At Monday’s hearing, it appeared that opposition to the proposal is limited to specific issues. Council members said they will consider those issues initially at a study session on April 27 at 3:30 p.m. at City Hall. The public can continue to submit written comments to the city planning department for another two weeks.
Those specific issues include:
•At Monday’s hearing, Hamilton and others said that a proposal to increase the size of private streets in planned unit developments may not help the city achieve a goal of increasing densities because wider streets take up land that could be devoted to houses.
•Developer Cliff Cameron said the city’s current zoning regulations are likely more generous in terms of allowing greater densities. He pointed out that a proposal to require transition areas between larger and smaller lots would reduce housing densities. “I’m not really in favor of what we are doing,” he said.
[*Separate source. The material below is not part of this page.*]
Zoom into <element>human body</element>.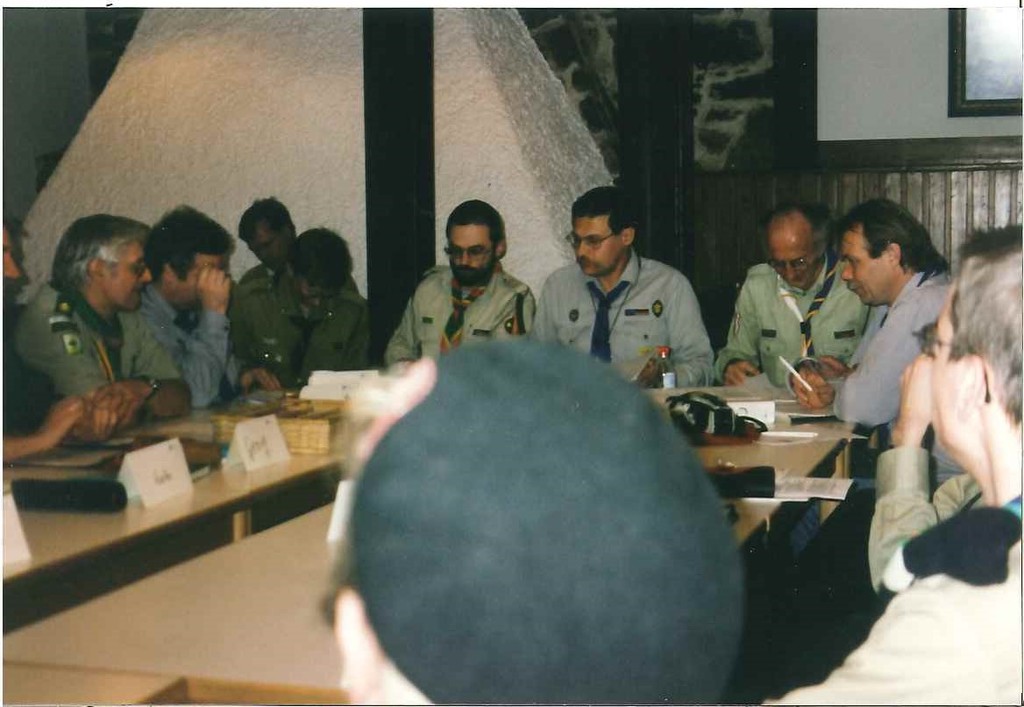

•Advocates for affordable housing told the council they were opposed to provisions that would downzone some sections of the city from multifamily to single-family zoning unless the council includes provisions to allow multifamily dwellings through a conditional use permit. About 7 percent of the city’s residential areas would either be upzoned or downzoned under the plan.
•Attorney F.J. Dullanty asked for an amendment to allow offices in some apartment zones to provide a greater mix of land uses.
•Two residents of the Cliff-Cannon neighborhood asked council members to consider downzoning their area from multifamily to single-family zoning to be more consistent with the existing pattern. They said several older mansions have been reconverted from apartments to their original historic use as single-family homes, and the total investment is in excess of $1 million.